The success of the Testaments inspired a slew of other spin-offs, including new re-imaginings, such as the Qur’an in 1993 and the Book of Mormon in 2009.  There have also been an abundance of unauthorized sequels, and many, many fanfics, some published, some only famous online.  One of the most divisive issues in Bible fandom is which of these text is “official”, and which is merely an interpretation—in other words, which texts are canon.

The term “canon” is derived from religion; it has been used for centuries to refer to the Star Trek works which are considered scripture.  (For instance, The Original Series and Next Generation are canon; Spock, Messiah! is not.)  The first use in a fannish context was in reference to Sherlock Holmes; works by Sir Arthur Conan Doyle were considered canon, while pastiches by other authors were not.

In fandom, “canon” refers to the material accepted as “official” by the fandom.  This leads to wank because fans disagree as to who may dictate what is canon.  Certainly publishing companies may claim such and such a work to be canon, but some fans prefer to decide their own canon.  Disagreement over canon has even resulted in factions who refuse to communicate, or allow each other at each others’ conventions.

Perhaps obviously, fans take their fandoms seriously–sometimes too seriously.  In some ways, fans take their love of fiction to an extreme level, giving it much of the same importance they might give to real world issues.  If fiction were so formative as some fans make it out to be, surely we would not be fighting wars in the Middle East between Kirk lovers and Picard worshippers.  People would be able to marry whomever they wished, and mothers would always be free to make choices about their lives and health, if fairytales and fantasy were really an essential component to people’s lives.

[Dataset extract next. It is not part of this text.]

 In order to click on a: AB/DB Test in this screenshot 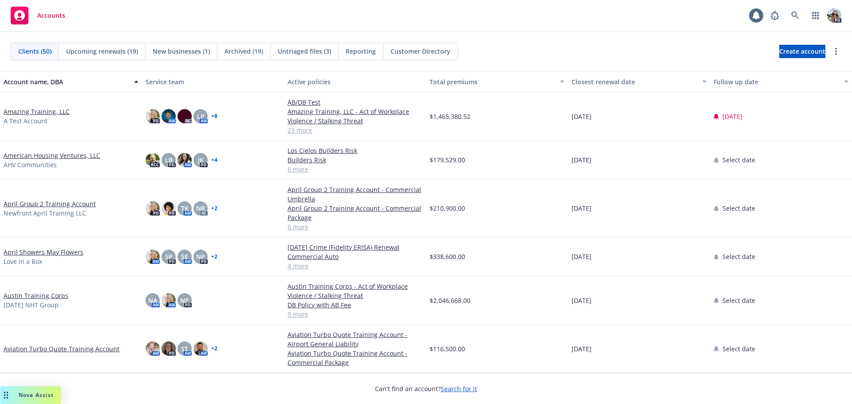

In the scheme of things, it’s difficult to feel that a little fictional story about gods and monsters is important.  And yet, a fan would say that  those things which are blatantly untrue–the fable, the farce, the fantasy–have the power to give us perspective.  Whether that perspective would bring reality sharply into focus, or whether it would instead continue to obscure the truth in the chaos that is reality depends on the nature of the canon and the fandom.  A fan would say that fiction, fantasy, falsehood–the blatant fabrication of the fairytale–has a profound influence on some people’s lives and their perception of the world.  It is often said that fiction can be an escape, but a fan would say that  fiction is also a framework by which some form themselves and their thought, at times more comprehensible than our insane reality.

Bible fans make this claim, many believing whole-heartedly that the themes and morals of the book are relevant.  Some even claim that the Bible could teach us a thing or two about what our society could become, explaining that the Bible has underlying messages about peace and love of fellow men.  That the Bible may influence how people live may seem ridiculous to us, and yet many Bible fans, despite the unusual extent of their obsession, are often well-intentioned, thoughtful people.  By taking to heart what’s in the text, they try to live better lives.

The sense of community offered by fandom has also changed lives.  Extremely different people from all walks of life come together due to a common interest, and some fans have even united in order to work at charity events, or raise money for areas torn apart by natural disaster.  Many people are less lonely due to their participation in fandom; fandom gives them a family, and makes them feel loved.

While fandom may seem strange, even irrational, it is only human.  In some ways, a fan’s need for fiction is more comprehensible than another man’s attempt to explain the ugliness of our world using only fact.  Perhaps, in light of this, it is story-telling that is man’s greatest endeavor, and his most powerful weapon.

*

1(Tanakh is an acronym of the three books.  Acronyms are a common shorthand of most fandoms; Lord of the Rings fans call Lord of the Rings LOTR; Harry Potter fans HP, etc.  While the comparison between the Tanakh and Lord of the Rings is obvious, the sequence of LOTR’s three books forms a linear narrative.  The Torah, Nevi’im, and Ketuvim are far less sequential.  However, just like LOTR, the Tanakh is considered one book as a whole, though the Torah is by far the favorite among fans.)

 

2(N.B. Some Christ fans do not enjoy the word “Christies”, feeling that it is derogatory and dismissive of the text, or that it lumps them in with fans whose behavior is extreme.  They prefer the term “Christers” or “Christians.”  In this essay, the term “Christ fans” has been used exclusively in order to avoid offense.)

 

3“Meta,” the pretext which means “on” or “about”, is used in fandom to refer to thoughts and interpretations of the text.  Meta can be discussed or recorded, and often appears in the form of essays, or in the case of the Pope, edicts.

 


I Spit on Your Quietism

This piece first ran on Splice Today. I’m reprinting it here as part of the Juxtaposition Blogathon at Pussy Goes Grrr.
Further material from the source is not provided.